Platform

Software tools for organizations that have outgrown spreadsheets and SaaS sprawl.

Organizations use Clarity to create the workflows, dashboards, reporting, automations, portals, knowledge bases, agents, and other software tools that fit how the work actually happens. AI changes the speed and cost of creation; deployment, ownership, and control still belong to the organization.

Category
Internal software
Deployment
Organization-controlled
Ownership
Customer-held
Operating since
2014
Common deployment patterns

Internal systems, shaped to the operation.

Categories of internal software organizations commonly build with Clarity — examples of deployment patterns, not a fixed feature menu. Each one is shaped each time to how a specific organization actually runs, on a different cost and timeline curve than traditional internal-tooling efforts allowed.

01 — Workflows

Approvals, intake, routing, handoffs.

The coordination work that lives in spreadsheets and shared inboxes — re-shaped as proper software with permissions, audit history, and a clear owner.

02 — Reporting

Reporting generated from your live business data.

Summaries, weekly updates, board-ready memos, and program reports — assembled on demand from real business data instead of pieced together manually across spreadsheets and dashboards.

03 — Dashboards

Live visibility built around your decisions.

Real-time visibility into the metrics the team actually uses. Shaped around the decisions being made, not around a generic BI template.

04 — Integrations

Designed around the systems you already have.

Salesforce, HubSpot, NetSuite, Workday, Postgres, Snowflake, that homegrown ERP someone built in 2009 — Clarity meets the existing stack where it lives.

05 — Institutional knowledge

Institutional reference, with citations.

SOPs, contracts, onboarding documents, the procedures spread across shared drives — consolidated into a single reference layer that cites its sources and survives the turnover of the people who originally wrote them.

06 — Automation

Coordination handled by the software.

The repetitive coordination tax — triage, routing, reminders, status updates, sync between systems — moved into the software so operators get their attention back without losing oversight.

Where this fits

Built for organizations with operational responsibility.

Clarity is usually adopted where day-to-day complexity has outgrown the software supporting it.

Schools

Approvals workflows, scheduling, intake, parent-facing portals, program reporting.

Operations-heavy SMBs

Internal coordination, dashboards, reporting systems, integrations with the systems already in place.

Nonprofits

Volunteer coordination, program intake, grant reporting, visibility across chapters.

Enterprise departments

Internal portals, governance workflows, audit-oriented logging, cross-team visibility.

Healthcare administration

Patient-adjacent internal tooling, scheduling, intake, governance-friendly workflows.

Manufacturing operations

Routing, status visibility, exception handling, audit logs, integrations across the systems already in place.

Deployment & ownership

Organization-controlled by design.

Clarity is structured around long-term independence.

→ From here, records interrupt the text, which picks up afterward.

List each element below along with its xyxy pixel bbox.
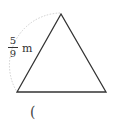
fraction-numerator: 5 <box>7 36 19 46</box>
side-length-unit: m <box>22 42 32 55</box>
answer-parenthesis: ( <box>30 104 35 120</box>
triangle-diagram <box>0 0 114 126</box>
side-length-fraction: 5 9 <box>7 36 19 59</box>
fraction-denominator: 9 <box>7 49 19 59</box>
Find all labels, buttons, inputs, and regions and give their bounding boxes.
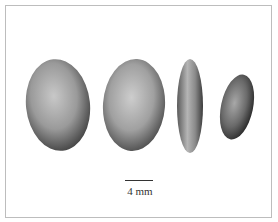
seed-face-view-2: [101, 57, 167, 153]
scale-label: 4 mm: [120, 185, 160, 197]
scale-bar: [125, 180, 153, 181]
seed-face-view-1: [24, 57, 92, 153]
figure: 4 mm: [0, 0, 278, 222]
seed-oblique-view: [218, 72, 256, 142]
seed-edge-view: [175, 57, 205, 155]
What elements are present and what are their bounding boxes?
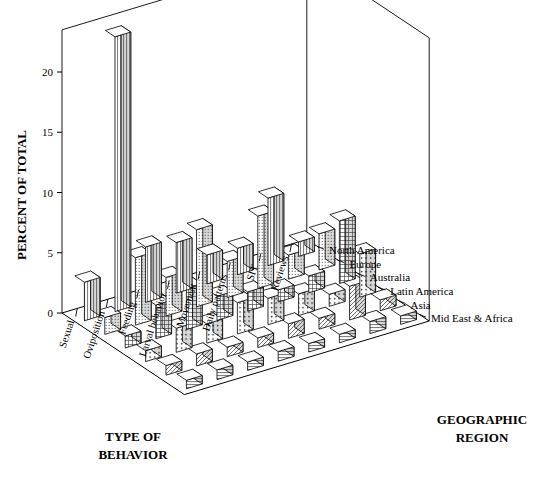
region-label-australia: Australia (370, 271, 410, 283)
y-axis-title: PERCENT OF TOTAL (14, 130, 29, 260)
region-label-asia: Asia (411, 299, 431, 311)
y-tick-label: 0 (48, 307, 54, 319)
y-tick-label: 10 (42, 187, 54, 199)
x-axis-title-line1: TYPE OF (105, 429, 161, 444)
y-axis-ticks: 05101520 (42, 66, 62, 319)
category-label-sexual: Sexual (57, 319, 76, 350)
region-label-north-america: North America (329, 244, 395, 256)
z-axis-title-line2: REGION (456, 430, 509, 445)
region-label-europe: Europe (349, 258, 381, 270)
bar-north-america-oviposition (105, 26, 130, 312)
z-axis-title-line1: GEOGRAPHIC (437, 412, 527, 427)
region-label-latin-america: Latin America (390, 285, 453, 297)
y-tick-label: 20 (42, 66, 54, 78)
x-axis-title-line2: BEHAVIOR (98, 447, 168, 462)
three-d-bar-chart: 05101520 SexualOvipositionFeedingLarval … (0, 0, 558, 487)
y-tick-label: 15 (42, 126, 54, 138)
y-tick-label: 5 (48, 247, 54, 259)
region-label-mid-east-africa: Mid East & Africa (431, 312, 513, 324)
chart-figure: 05101520 SexualOvipositionFeedingLarval … (0, 0, 558, 487)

Three foundational positions that don’t move:

Ownership

Organization-specific workflows, configurations, and implementations remain under customer control, with the rights to operate, modify, and continue using them long-term.

Deployment

Software runs in organization-controlled environments — your cloud, your VPC, your data boundary. Not a shared multi-tenant application.

Continuity

Organization-specific implementations keep running whether the vendor relationship continues or not. Long-term independence is the design intent.

Adaptability

Operations change. The software should change with them.

Tools that can’t adapt turn into shadow workarounds within a year. Clarity is shaped so the implementation stays editable — and so the workflows underneath can shift when the operation does.

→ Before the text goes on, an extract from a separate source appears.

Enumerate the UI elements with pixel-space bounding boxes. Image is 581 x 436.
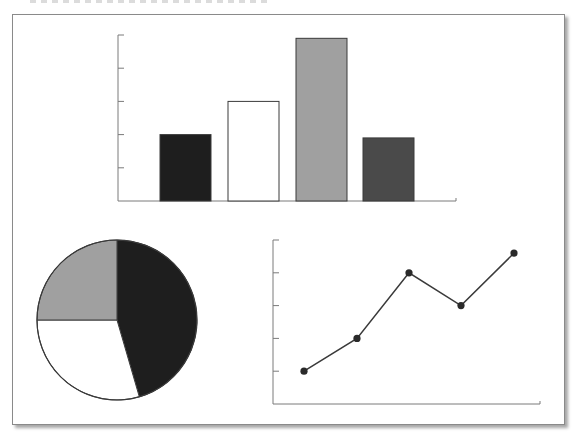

An approvals workflow gets a new tier. A reporting structure splits into regional rollups. A new compliance requirement lands in Q3. The implementation can absorb each without rebuilding the system around it.

Why Clarity

Structural differences.

The decisions that show up in procurement, security review, and the conversation the buyer has with their own team after the call.

Ready when you are

The first conversation is about the work, not the product.

We start by understanding how the work actually happens — not by demoing a tool. Twenty minutes is enough to know whether Clarity fits.